Police officials have blamed the inaccurate arrest data on a 40-year-old computer system that provides officers with only four categories: white, black, Chinese and other.

“Whoever created that system – just having those four categories – I think that’s racist,” said Zheng of the Community Youth Center.

The misreporting, he said, likely led to a misallocation of city funds.

“It’s not only the Chinese who are committing crimes and who are engaged in criminal activities,” he said. “You’re raising the crime rate for the Chinese population and minimizing the other population. Then you don’t necessarily get those resources because they think they don’t have any problems.”

Following The Bay Citizen articles, Chief Technology Officer Susan Giffin said the department wrote a computer code to convert all Chinese arrests to Asian in the data sent to Sacramento. She also told the Police Commission that the department would begin tracking and reporting the arrests of Hispanics and 17 other ethnicities, including white, black, Chinese, Filipino, Vietnamese, Japanese and Korean.

In addition, Suhr issued a departmentwide memo directing all officers to begin recording the race and ethnicity of everyone who is jailed.

“We’re going to give a departmental report to this commission with the race reporting and the ethnicity reporting of all 18 ethnicities,” Suhr said. “For the city of San Francisco, this commission will know the race and ethnicity reporting of all the arrest data.”

The department’s reporting practices have alarmed some city officials and civil rights advocates who view accurate data as a way to track use of police resources and hold the department accountable.

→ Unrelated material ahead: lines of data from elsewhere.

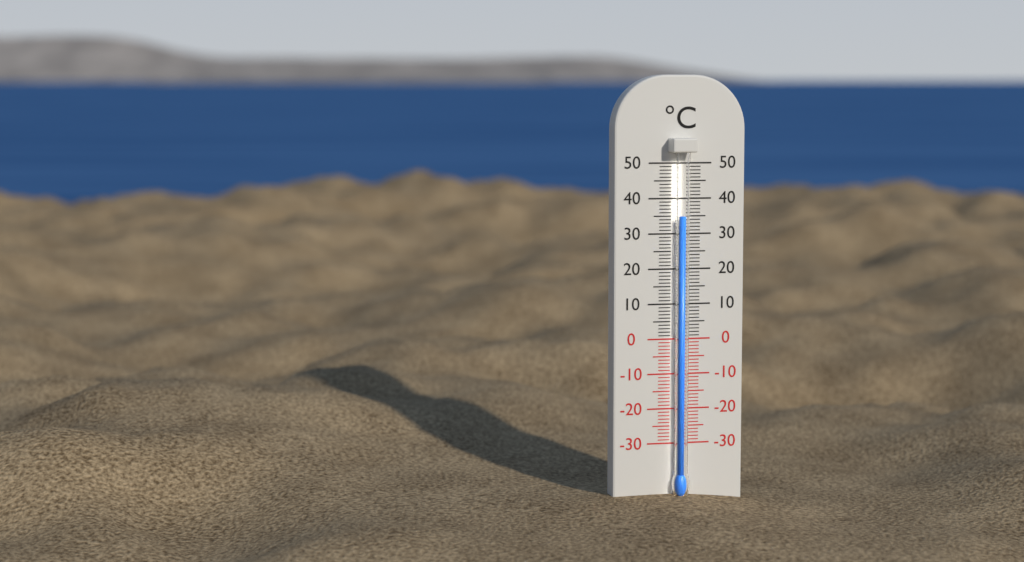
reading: 35 °C
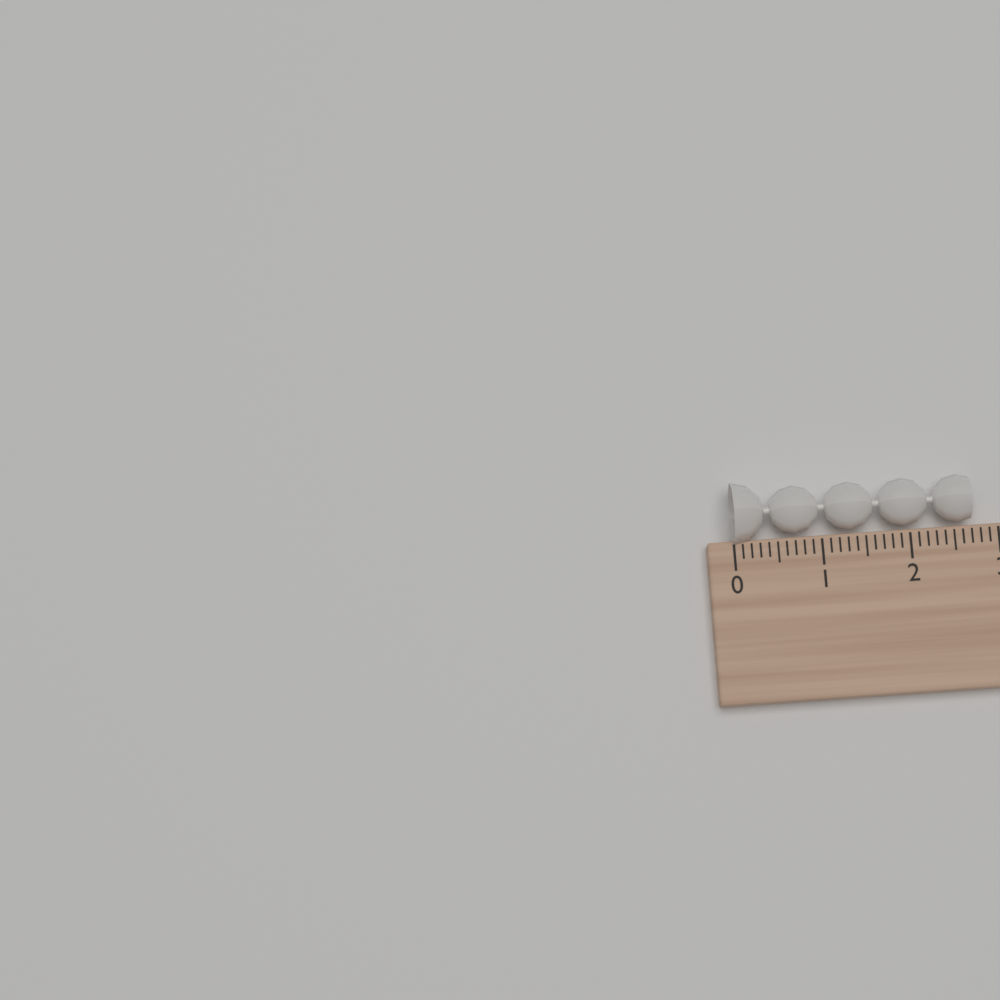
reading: 2.7 (no unit)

“A lot of us were really shocked to learn about this issue considering we are in San Francisco, sort of part of the center of technology in the nation,” Micaela Davis, an attorney at the ACLU of Northern California, told the commission. “To learn that smaller counties in rural California have been reporting proper data and statistics on Hispanics, and we’re not because we don’t have the proper equipment was pretty shocking. I’m glad we’re paying attention to this issue.”

Public defender Jeff Adachi applauded the department’s pledge to tally the race and ethnicity of arrestees.

“It’s a positive development. It should have happened a long time ago,” he said in an interview. “Not having those arrest statistics, very basic information like that, is wrong. It’s outrageous.”

On top of the department’s other reporting errors, police officers were not filling in racial and ethnic categories on arrest forms when transferring arrestees to the San Francisco County Jail, interim Sheriff Vicki Hennessy said in an interview.

It remains unclear what will happen to years of erroneous arrest data. The ACLU of Northern California and the Center on Juvenile and Criminal Justice, a San Francisco-based nonprofit, have asked the department to fix the old statistics. Both groups relied on the data in concluding that African Americans were arrested at significantly higher rates than other races in San Francisco.

And the police department’s computer system is still unable to track more than four categories, which means that criminal justice agencies in the same network, including the public defender’s office, the district attorney’s office and the probation department, will continue receiving incomplete data, city officials said.

The sheriff’s department, however, is ahead of the curve.

Giffin said the ability to begin tracking 18 ethnicities is thanks to a technology upgrade this month at the sheriff’s department, which operates the jail. Every time an individual is booked into the facility, she said, deputies can choose between five racial categories and 18 different ethnicities.

The sheriff’s department has agreed to provide the police department with data on the ethnicity of the people it arrested.

“It’s good to be able to get info that you need in order to make better decisions,” Sheriff Hennessey said. “It’s a value in understanding who we’re serving and who is in our jails.”